There was a big stack of corn fodder near at hand; but the interested young folk did not pay much attention to it at the moment. They did not even observe a certain rustling in the fodder when they first came to the woodchuck burrow; nor did they see a pair of very bright eyes, belonging to a young man with very red hair, that peered out at them when they began smoking out the denizen of the hole in the hillside. This red-haired person only grinned at them and then lay down for another nap in the fodder. He was laying up sleep for the coming night, for he expected to “jump” the fast freight to the West that passed through Dalton at midnight, and only stopped at the water-tank below this hill.
The three boys and Tavia waited at the other end of the woodchuck burrow.
“If he doesn’t get heart-failure, or apoplexy, or something like that, Mr. Woodchuck will run out in about two shakes of a lamb’s tail,” chuckled Johnny Travers.
“Your lamb has an awful long tail, Johnny,” quoth his sister, teasingly, after a minute or so.
And then she suddenly joined the boys in a whoop of excitement. The nose of the woodchuck appeared. Little Rogue hit it a crack and the creature didn’t run far. But Johnny waited with uplifted “whanger” and there appeared a second woodchuck. They got that one, too—and both were pretty plump, for all that they had been hived up during the winter.
“We’ve got enough for a bake—a small one,” said Roger.
“Aw, wait,” said his brother. “There’s another hole. Come on, Johnny! Let’s make a new torch.”
Johnny obeyed and Joe led the way around the stack. There were signs of another woodchuck hollow. They repeated the performance with the torch here, and then grouped about the other outlet to welcome the groundhog when he appeared.
In ten minutes they had a third fat carcass, and the boys began to skin and clean them.
“Nat was laughing at us,” said Joe Dale. “I reckon he and Cousin Ned will be glad enough to eat some of these fellows.”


* _Exercise goal_
Retype every line from the top of the entries down to the one with "You are a GUI", both included, and skip the pictures.

Data provided Block Start

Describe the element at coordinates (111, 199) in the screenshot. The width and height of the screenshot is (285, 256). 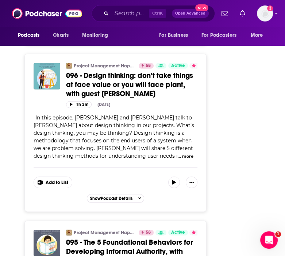
I see `span: Show Podcast Details` at that location.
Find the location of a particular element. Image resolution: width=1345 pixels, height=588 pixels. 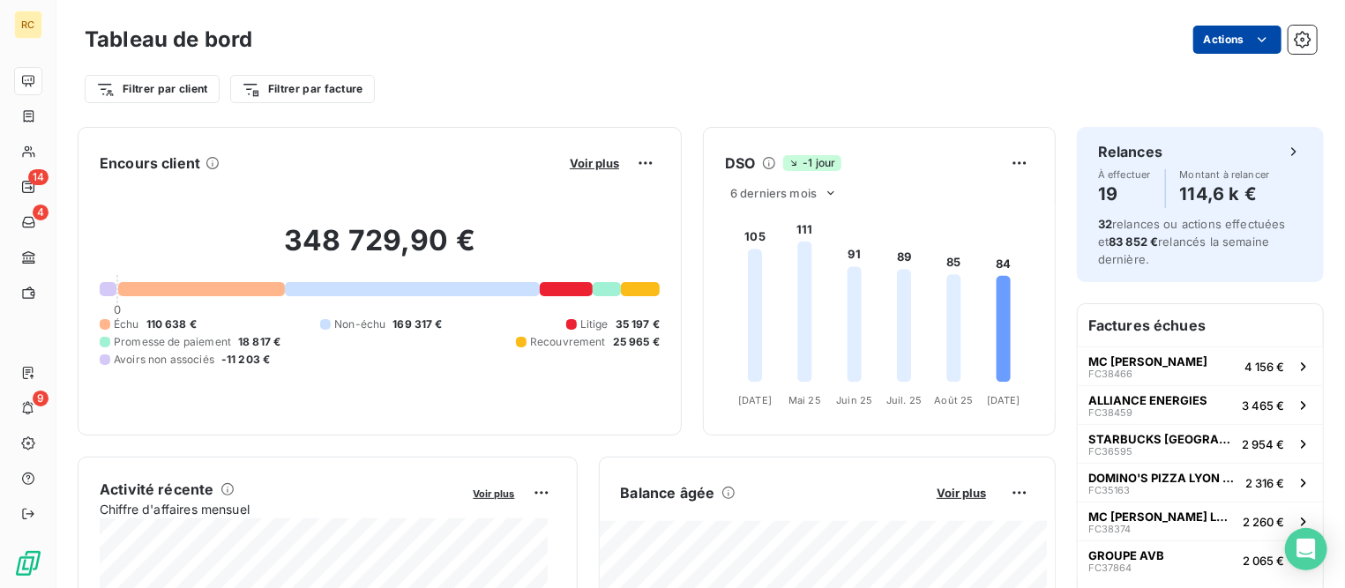

button: ALLIANCE ENERGIESFC384593 465 € is located at coordinates (1201, 405).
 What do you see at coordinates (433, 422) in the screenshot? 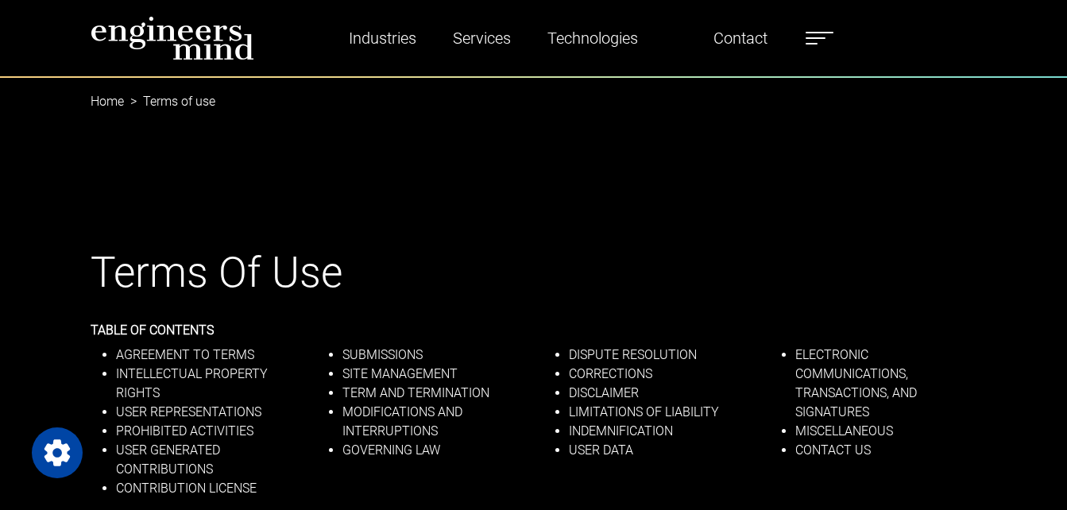
I see `p: MODIFICATIONS AND INTERRUPTIONS` at bounding box center [433, 422].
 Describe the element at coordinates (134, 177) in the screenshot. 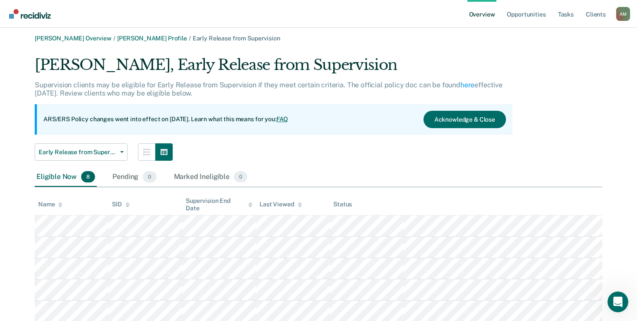

I see `div: Pending0` at that location.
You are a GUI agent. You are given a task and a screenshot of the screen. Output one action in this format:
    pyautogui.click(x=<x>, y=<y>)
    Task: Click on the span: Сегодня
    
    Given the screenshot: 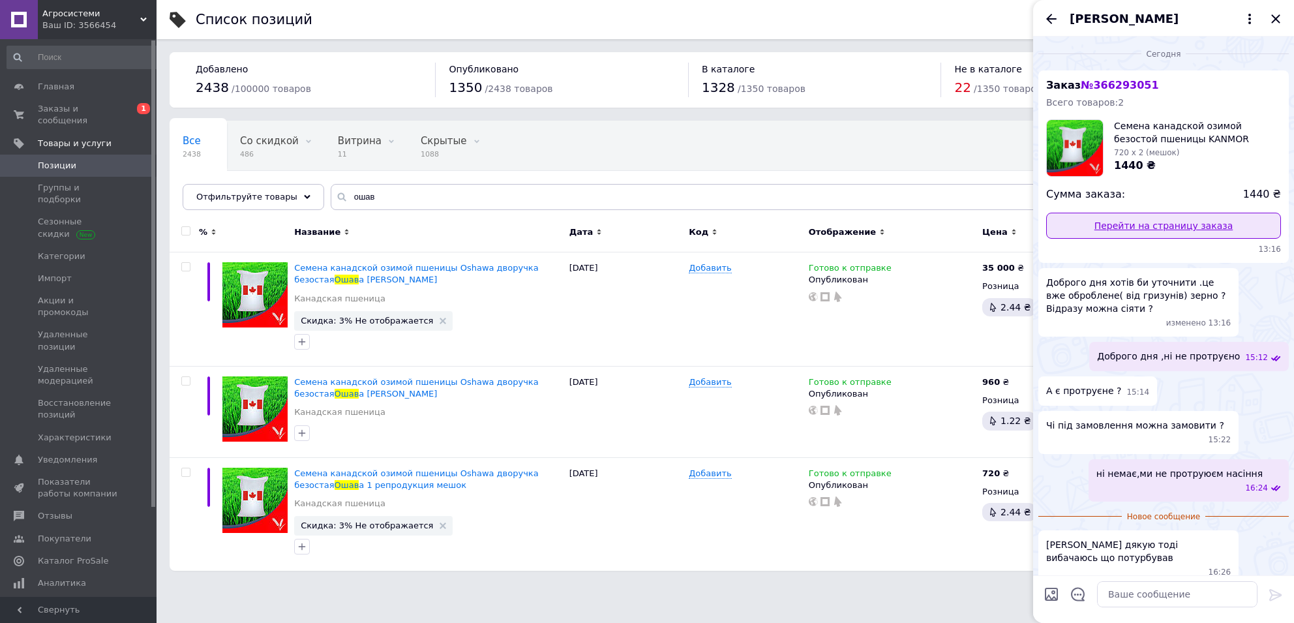 What is the action you would take?
    pyautogui.click(x=1164, y=54)
    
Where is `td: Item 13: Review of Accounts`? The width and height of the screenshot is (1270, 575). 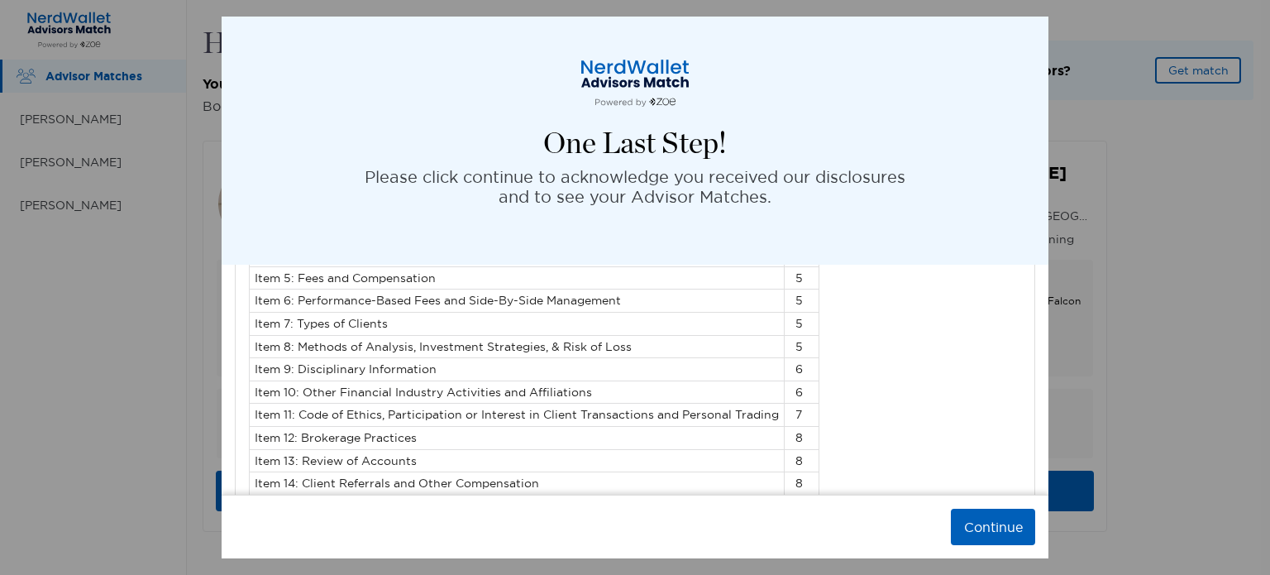
td: Item 13: Review of Accounts is located at coordinates (517, 461).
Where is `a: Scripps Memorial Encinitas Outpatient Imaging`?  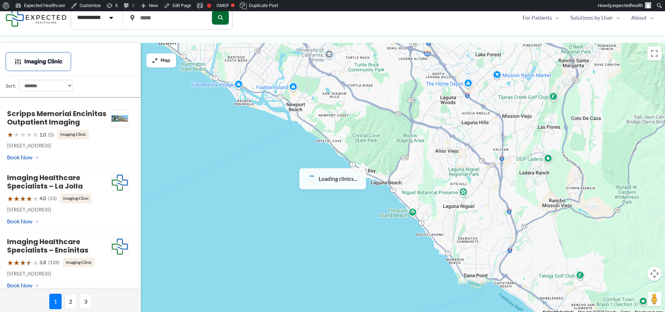 a: Scripps Memorial Encinitas Outpatient Imaging is located at coordinates (57, 118).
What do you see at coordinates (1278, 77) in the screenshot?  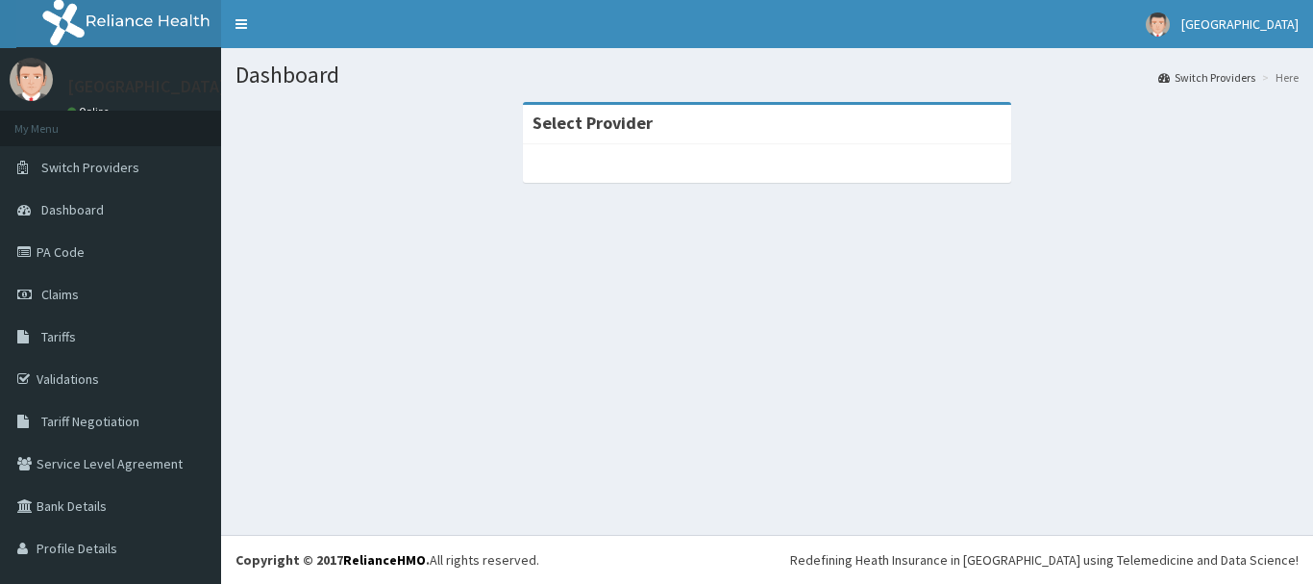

Data provided Block End

* _Solution to this exercise_
Describe the element at coordinates (111, 199) in the screenshot. The width and height of the screenshot is (285, 256). 
I see `span: Show Podcast Details` at that location.
Find the location of a particular element. Image resolution: width=1345 pixels, height=588 pixels. 

button: ALLIANCE ENERGIESFC384593 465 € is located at coordinates (1201, 405).
 What do you see at coordinates (433, 422) in the screenshot? 
I see `p: MODIFICATIONS AND INTERRUPTIONS` at bounding box center [433, 422].
 Describe the element at coordinates (134, 177) in the screenshot. 

I see `div: Pending0` at that location.
You are a GUI agent. You are given a task and a screenshot of the screen. Output one action in this format:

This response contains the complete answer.